Originally posted by: zinfamous
Originally posted by: daniel1113
Originally posted by: zinfamous
well, you missed my point. I'm talking about how we justify the self-defense argument, not how the individual acts in the immediate. I mentioned that the individual makes that conscious decision to end someone's life immediately as the accused is a threat--yes, this is a choice. Though for the life of me, I don't understand how you can reach the conclusion that someone choosing to take the life of another over themselves does so without the understanding that that person CLEARLY values their life over that of the perpetrator's. That's only natural and to think otherwise is completely silly...but I digress.
My main point is that outside of the situation, we as a society create the notion of self-defense for various reasons:
--one individual sees an immediate threat
--a value judgment will be made in that instant, no doubt.
--we, as society, must decide how to justify the killing. using your logic, the robber would be just as easily exonerated with the self-defense argument. 2 armed individuals, each now defending themselves. Where do we draw the line?
AH!
That is the worse use of logic I've seen, at least today. The defense of "self-defense" has very strict requirements. Simply screaming "self-defense" is not enough. First, a person must subjectively believe that one is acting in self-defense (i.e., I saw the thief shoot the cashier). Second, it must objectively be a reasonable belief (i.e., any reasonable person would have believed the same). The thief would not be able to meet the second requirement (what is he going to say, that any reasonable person would see that he was simply defending himself after shooting the cashier?). There is no unknown line here.
--we label one a criminal (the robber, obviously and for good reason), and place value in the concept that the robber's death was a necessary act. Why? he could have robbed again! He could have killed others! etc, etc.
How else can one look at this, if not through the understanding that we accept self defense based on the fact that a necessary killing occurred? How else would you define necessary?
How else would you look at the constant posts:
"Good job. one less criminal off the street." :thumbsup:
You can, in no possible way, interpret that outside the lens of how society is assumed to benefit as a whole. This is repeatedly used to justify self defense, and I'm not criticizing that, mind you....I'm simply baffled as to how this isn't plainly obvious to a supposed lawyer-to-be?
I don't even know what your argument is here. I have said nothing except that self-defense and state imposed capital punishment are different. I'm pretty sure that 100% of lawyers would agree since it's a fact.
sigh....I suppose it's impossible for you to step outside of the courtroom line to consider why such concepts exist--this is what I'm referring to. I don't give a flying flip about how cases are prosecuted in court--that is ALL you are talking about.
This means that I am not disagreeing with what you are saying. What it means is that I am examining the actual why of the situation, the actual concept, how we justify such acts as a society, and how such acts, through such justification, eventually come to be accepted as legal arguments.
All you seem to care about is the end result--the legal argument. Let me make an important suggestion:
Take some time to stop and consider WHY such laws exist, where they come from. Try, for once in your life, to understand the actual human condition (difficult for a lawyer, I know...
😀). Understanding the concept behind the law (not simply spouting the language used to define it in a trial situation) would go pretty far into making one a good lawyer.
When I say "the societal defense of self defense," you apparently read that as "self defense is defended in court by a very rigid process of proof by claimant A, vs proof by claimant B, blah blah blah."
yeah, I get that. no shit, Sherlock. Now go back and try to read what I'm actually talking about
😛
How about this: society (read: society = society, and not simply the world inside the courtroom, which may be all that you understand?) ACCEPTS the self defense argument based entirely on the concept that a killing was necessary based on x situation, and therefore, it exists as a potential legal defense, and then and only then do you get to the point where you can start telling me how self defense, once established as a legal defense, can then be argued in court. Again--it exists as a legal defense for A REASON--Telling me how it is defended in court does nothing to address this issue.
clear yet?
Are you not the least bit interested as to WHY this argument exists in the first place? Why do we justify self defense?
I assure you that in your myriad responses, you have convinced me that you are well-versed in concepts of HOW. All that I have ever been getting at, however, is WHY.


Work item → Please count how many lines below contain the word "ffffff" and reply with only that number.

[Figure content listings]
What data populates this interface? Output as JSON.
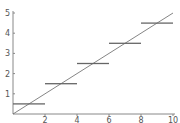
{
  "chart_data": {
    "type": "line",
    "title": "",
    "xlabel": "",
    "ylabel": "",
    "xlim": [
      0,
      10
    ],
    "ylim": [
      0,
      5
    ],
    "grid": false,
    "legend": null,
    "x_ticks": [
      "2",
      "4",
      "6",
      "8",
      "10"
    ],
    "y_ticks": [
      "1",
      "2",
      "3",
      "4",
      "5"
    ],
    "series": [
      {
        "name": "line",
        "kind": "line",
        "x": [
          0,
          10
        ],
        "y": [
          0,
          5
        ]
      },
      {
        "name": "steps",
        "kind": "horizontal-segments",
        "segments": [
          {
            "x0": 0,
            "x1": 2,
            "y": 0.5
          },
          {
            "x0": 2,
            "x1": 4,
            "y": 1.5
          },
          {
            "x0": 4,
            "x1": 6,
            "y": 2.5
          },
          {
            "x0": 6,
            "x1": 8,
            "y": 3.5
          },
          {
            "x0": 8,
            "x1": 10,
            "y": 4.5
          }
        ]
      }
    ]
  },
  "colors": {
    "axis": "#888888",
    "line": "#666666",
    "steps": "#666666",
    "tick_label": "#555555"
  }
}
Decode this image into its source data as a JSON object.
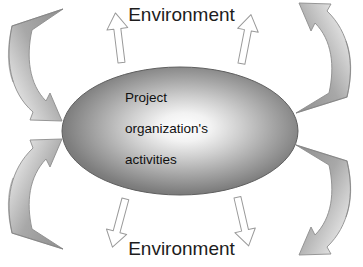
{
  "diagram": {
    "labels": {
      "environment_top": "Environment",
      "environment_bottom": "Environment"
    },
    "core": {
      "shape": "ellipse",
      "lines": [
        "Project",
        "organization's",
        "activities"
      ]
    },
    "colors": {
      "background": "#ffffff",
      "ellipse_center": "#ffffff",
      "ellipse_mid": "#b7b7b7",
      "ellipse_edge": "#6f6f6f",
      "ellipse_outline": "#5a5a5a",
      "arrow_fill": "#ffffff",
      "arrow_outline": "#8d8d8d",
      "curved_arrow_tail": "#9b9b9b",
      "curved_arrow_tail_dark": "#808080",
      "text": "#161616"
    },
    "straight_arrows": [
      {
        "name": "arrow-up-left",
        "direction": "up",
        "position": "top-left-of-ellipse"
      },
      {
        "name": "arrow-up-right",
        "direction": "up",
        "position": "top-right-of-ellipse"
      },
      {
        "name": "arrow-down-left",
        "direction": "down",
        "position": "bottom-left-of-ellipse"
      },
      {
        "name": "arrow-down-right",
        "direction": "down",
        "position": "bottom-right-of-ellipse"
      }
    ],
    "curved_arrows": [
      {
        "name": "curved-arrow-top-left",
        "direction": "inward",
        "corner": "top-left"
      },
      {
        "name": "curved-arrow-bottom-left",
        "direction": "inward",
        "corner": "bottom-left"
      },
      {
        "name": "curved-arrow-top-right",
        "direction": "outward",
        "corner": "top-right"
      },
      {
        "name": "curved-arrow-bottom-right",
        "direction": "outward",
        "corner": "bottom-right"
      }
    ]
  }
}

Result of this exercise → 3